Washington— A political storm is building in Washington after Congressman Tim Burchett accused a former US Afghanistan envoy of blocking his bill to stop taxpayer money from reaching the Taliban regime.
The statement has revived questions about billions of dollars in abandoned military equipment, unmonitored aid flows, and the growing Afghanistan humanitarian crisis that continues to destabilize the region, especially Pakistan.
Burchett’s charge and the fight to defund Taliban-linked channels
Tim Burchett, who is leading the “No Tax Dollars for Terrorists Act,” said his bill is being stalled in the Senate.
He publicly claimed that a former US Special Representative for Afghanistan now serving in the Senate system may be involved in delaying the legislation.
“They will hate us for free. We do not need to give them hard-earned American tax dollars,” he said on the House floor.
He added that if funding routes remain open, “the next terrorist attack will be funded by the American taxpayer.”
His bill aims to stop all financial channels that could indirectly reach the Taliban through humanitarian intermediaries or foreign institutions.
The seven-billion-dollar legacy and weapons boosting anti-Pakistan groups
The debate revived scrutiny of the Pentagon’s own reports.
The US Department of Defense documented about 7.12 billion dollars’ worth of military equipment left behind or transferred to Afghan forces before the collapse in 2021.
This included aircraft, tens of thousands of vehicles, hundreds of thousands of rifles, and critical night vision devices.
WEAPONIZATION: Rep Tim Burchett says his Taliban funding ban is being blocked in the Senate to protect staffer Tom West, whose clearance was denied by Tulsi Gabbard over Taliban ties. Congress keeps sending $40M a week while America bleeds $38T in debt. pic.twitter.com/rUvSaugqQQ
— @amuse (@amuse) December 10, 2025
Investigations done by the Washington Post, AP, CBS, and regional outlets have shown that some of this equipment is now in the hands of militant groups hostile to Pakistan. Moreover, the UN panel’s report logistic links between the Taliban and groups like the TTP. Pakistani officials have repeatedly reported that TTP fighters use advanced optics and night vision tools to launch attacks on border posts.
UN monitoring teams and SIGAR findings also confirm that TTP elements operate openly inside Afghanistan.
A call for accountability and verifiable counterterror benchmarks
Burchett’s criticism has revived a point Pakistan has raised for years. Any assistance going into Afghanistan must be linked to clear counterterror obligations.
If groups like TTP, BLA, Al Qaeda, and ISKP continue to function in Afghan territory. Then stabilizing the Taliban financially only strengthens the environment that allows these groups to survive.
No state should financially support a regime that breaches the Doha Accord, refuses written guarantees, and allows the internationally sanctioned groups to strike neighbors with impunity.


PROBLEM DETAILS
Say how many lines in this listing include the word "associated", with no other words in the reply.

MATERIAL TO PROCESS

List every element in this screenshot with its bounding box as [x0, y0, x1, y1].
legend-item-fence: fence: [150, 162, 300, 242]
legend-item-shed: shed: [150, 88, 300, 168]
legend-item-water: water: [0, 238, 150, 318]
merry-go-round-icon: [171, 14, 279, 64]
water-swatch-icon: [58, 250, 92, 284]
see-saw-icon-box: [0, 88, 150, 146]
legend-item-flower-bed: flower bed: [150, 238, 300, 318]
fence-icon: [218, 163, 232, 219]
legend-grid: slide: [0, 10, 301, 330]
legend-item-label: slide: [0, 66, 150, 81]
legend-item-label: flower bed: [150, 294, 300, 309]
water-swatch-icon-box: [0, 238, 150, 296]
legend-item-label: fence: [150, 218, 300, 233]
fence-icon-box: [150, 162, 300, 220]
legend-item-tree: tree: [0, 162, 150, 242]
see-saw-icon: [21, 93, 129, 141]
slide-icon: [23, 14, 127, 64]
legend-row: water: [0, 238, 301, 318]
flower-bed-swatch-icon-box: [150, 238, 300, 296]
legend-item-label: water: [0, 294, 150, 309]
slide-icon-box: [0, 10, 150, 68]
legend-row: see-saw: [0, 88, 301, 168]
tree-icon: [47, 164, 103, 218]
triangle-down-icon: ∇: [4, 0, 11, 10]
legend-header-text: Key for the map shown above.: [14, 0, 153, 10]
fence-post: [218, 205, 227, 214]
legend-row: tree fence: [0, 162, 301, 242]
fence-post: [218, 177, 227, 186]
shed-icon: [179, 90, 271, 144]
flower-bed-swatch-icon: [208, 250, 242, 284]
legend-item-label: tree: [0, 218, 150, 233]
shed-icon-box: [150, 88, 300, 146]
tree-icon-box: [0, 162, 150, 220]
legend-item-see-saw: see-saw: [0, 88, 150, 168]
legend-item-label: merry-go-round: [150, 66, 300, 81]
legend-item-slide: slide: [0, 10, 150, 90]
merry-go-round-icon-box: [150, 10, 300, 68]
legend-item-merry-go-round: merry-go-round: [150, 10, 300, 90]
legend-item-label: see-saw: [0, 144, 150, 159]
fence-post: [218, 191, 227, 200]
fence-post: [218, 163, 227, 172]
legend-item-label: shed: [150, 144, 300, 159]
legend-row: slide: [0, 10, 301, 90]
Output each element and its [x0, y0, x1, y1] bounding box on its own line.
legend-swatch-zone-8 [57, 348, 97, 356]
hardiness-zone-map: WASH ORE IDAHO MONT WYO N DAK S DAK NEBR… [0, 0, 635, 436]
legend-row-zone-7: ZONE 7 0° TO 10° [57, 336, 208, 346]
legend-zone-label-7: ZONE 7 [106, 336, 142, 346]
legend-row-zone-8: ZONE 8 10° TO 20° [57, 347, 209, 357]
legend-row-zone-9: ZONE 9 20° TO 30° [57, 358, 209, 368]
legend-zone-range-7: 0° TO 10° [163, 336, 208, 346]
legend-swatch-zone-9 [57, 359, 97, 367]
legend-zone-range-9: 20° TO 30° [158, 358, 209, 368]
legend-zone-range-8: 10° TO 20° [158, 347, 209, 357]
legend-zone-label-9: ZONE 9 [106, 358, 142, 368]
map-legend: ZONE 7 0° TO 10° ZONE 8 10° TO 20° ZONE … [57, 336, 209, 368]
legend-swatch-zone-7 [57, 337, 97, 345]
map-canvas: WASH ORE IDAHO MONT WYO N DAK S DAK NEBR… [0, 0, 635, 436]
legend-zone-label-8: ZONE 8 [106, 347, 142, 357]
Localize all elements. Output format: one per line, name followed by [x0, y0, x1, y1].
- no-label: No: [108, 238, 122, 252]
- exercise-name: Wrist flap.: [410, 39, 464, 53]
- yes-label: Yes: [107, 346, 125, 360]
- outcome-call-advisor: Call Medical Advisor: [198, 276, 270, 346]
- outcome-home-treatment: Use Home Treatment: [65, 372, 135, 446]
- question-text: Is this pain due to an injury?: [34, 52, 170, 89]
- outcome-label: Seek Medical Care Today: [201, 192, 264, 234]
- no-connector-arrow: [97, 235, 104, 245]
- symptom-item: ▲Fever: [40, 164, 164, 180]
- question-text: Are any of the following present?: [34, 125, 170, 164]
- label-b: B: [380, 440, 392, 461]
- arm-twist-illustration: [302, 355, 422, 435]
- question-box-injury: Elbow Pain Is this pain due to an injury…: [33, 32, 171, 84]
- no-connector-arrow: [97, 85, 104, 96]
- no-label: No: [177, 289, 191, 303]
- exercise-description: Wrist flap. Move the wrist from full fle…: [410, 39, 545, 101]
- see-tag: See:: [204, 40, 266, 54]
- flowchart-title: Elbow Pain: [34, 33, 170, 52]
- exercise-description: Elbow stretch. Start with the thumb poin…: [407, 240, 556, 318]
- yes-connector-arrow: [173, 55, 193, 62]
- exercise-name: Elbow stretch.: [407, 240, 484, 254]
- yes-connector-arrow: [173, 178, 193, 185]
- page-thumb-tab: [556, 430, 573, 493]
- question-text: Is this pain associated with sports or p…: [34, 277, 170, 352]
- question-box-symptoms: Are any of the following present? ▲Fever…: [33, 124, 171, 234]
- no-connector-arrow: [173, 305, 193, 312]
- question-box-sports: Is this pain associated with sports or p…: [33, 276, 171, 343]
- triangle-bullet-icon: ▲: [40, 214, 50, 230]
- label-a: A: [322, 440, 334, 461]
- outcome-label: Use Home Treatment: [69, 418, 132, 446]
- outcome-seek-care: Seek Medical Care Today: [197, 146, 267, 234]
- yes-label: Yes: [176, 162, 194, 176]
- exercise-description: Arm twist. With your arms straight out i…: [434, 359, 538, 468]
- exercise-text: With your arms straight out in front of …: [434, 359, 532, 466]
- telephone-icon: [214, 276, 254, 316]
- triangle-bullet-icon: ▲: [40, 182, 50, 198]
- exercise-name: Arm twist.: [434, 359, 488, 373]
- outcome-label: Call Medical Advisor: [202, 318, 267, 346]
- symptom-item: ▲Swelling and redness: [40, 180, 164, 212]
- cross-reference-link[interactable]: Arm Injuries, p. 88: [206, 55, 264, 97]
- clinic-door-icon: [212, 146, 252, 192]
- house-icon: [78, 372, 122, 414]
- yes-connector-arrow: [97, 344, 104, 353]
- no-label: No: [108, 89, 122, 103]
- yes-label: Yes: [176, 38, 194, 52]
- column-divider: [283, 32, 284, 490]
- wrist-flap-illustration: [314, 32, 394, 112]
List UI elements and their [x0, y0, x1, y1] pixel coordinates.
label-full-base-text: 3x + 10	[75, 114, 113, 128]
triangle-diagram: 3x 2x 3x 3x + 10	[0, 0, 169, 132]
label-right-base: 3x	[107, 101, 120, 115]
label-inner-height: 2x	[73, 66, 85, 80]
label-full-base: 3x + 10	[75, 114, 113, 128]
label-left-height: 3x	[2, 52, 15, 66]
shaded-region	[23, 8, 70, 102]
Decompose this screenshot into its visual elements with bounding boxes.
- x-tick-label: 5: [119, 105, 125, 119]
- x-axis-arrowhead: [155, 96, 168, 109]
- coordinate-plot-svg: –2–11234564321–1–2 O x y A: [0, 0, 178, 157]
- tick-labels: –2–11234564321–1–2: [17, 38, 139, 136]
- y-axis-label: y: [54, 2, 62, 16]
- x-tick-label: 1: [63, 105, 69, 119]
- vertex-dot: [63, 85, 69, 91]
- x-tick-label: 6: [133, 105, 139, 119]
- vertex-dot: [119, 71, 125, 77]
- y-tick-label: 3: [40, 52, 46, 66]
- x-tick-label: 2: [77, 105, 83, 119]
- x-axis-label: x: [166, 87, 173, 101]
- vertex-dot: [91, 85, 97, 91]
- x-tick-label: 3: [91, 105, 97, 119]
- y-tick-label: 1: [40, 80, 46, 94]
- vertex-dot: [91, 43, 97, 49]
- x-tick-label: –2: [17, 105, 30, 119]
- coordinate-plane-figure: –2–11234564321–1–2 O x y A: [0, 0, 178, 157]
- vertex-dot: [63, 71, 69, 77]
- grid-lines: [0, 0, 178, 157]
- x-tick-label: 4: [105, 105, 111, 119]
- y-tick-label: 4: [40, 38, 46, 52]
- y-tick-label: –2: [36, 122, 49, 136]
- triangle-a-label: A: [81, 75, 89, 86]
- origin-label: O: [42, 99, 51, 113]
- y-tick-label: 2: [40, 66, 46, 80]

RESPONSE AREA
2